It’s been days of xenophobia and un-American, anti-refugee talk. This is hardly fitting for a country that honors freedom—which, in the words of Franklin Delano Roosevelt in 1941, ”means the supremacy of human rights everywhere. Our support goes to those who struggle to gain those rights and keep them.”
So it’s particularly refreshing to see a politician change the conversation—as New York City’s mayor Bill De Blasio did on Dec. 7, by sharing a photo album on Facebook titled “Taking Refuge: Syria to NYC.” De Blasio has been outspoken about his willingness to welcome refugees to his city.
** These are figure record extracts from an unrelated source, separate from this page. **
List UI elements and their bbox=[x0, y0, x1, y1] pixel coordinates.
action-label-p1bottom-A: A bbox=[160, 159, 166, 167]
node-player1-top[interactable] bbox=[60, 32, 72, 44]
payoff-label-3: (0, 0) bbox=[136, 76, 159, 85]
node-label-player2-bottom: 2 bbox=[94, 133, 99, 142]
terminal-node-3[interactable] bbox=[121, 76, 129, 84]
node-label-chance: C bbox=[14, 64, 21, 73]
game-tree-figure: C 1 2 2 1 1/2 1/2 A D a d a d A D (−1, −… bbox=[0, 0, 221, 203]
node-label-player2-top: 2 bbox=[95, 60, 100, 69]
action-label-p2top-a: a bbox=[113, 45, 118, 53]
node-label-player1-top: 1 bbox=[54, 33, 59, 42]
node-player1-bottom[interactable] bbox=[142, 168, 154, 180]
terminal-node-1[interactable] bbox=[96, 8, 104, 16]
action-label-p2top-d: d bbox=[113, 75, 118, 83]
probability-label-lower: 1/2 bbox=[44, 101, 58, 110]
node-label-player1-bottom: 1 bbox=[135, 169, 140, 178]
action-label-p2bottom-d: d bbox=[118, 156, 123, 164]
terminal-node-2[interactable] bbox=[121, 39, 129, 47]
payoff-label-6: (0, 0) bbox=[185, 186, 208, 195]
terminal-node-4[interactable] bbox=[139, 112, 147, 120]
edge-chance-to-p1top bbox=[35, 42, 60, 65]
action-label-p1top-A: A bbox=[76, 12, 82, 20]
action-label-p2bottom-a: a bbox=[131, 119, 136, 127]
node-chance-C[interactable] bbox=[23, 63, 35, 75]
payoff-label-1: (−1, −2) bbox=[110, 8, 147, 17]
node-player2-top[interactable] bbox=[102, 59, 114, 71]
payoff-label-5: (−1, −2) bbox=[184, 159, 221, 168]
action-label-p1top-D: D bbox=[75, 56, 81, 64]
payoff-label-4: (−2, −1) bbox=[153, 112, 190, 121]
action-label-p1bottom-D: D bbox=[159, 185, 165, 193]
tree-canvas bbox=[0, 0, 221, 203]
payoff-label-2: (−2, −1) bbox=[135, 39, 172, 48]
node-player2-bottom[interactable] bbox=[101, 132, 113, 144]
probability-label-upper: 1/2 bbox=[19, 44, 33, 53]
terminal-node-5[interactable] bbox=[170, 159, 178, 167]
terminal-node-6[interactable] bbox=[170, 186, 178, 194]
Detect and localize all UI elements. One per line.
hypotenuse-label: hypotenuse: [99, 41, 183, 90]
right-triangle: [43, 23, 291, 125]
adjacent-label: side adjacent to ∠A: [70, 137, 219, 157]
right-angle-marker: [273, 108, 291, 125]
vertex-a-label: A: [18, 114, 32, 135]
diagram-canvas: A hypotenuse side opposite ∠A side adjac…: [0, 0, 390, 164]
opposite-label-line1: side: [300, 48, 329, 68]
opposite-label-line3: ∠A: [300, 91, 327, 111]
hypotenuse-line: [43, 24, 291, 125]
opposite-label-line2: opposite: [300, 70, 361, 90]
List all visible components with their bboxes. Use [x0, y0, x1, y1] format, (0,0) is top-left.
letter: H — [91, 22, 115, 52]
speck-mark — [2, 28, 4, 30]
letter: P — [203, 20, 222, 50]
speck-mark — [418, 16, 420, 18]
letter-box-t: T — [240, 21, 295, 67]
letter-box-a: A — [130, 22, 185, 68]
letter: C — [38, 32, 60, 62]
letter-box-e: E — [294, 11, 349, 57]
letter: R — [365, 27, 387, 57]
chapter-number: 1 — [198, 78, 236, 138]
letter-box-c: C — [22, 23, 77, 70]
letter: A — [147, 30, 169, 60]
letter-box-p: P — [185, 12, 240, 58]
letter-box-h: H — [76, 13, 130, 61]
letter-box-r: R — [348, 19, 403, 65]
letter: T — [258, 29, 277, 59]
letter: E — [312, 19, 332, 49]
The album contains photos of the daily life of the Ferdous family, who fled the town of Latakia, Syria, in 2010 (when Abdullah, the father, arrived in the US) and 2012 (when he was joined by the mother, Eman, and their 3-year-old daughter, Souad), and were allowed into the US under temporary protected status—or, as refugees.
In 2013, Abdullah’s parents joined them in Brooklyn, and a year later Hassan, their son, was born. Abdullah works as an electrician, and the Ferdous family’s life is reassuringly normal—or as normal as it can be: Souad still suffers from trauma but attends counseling and school.
In their simplicity, these pictures channel perfectly the quiet beauty of compassion, and are evidence of the argument that providing shelter is an act far more powerful than building walls.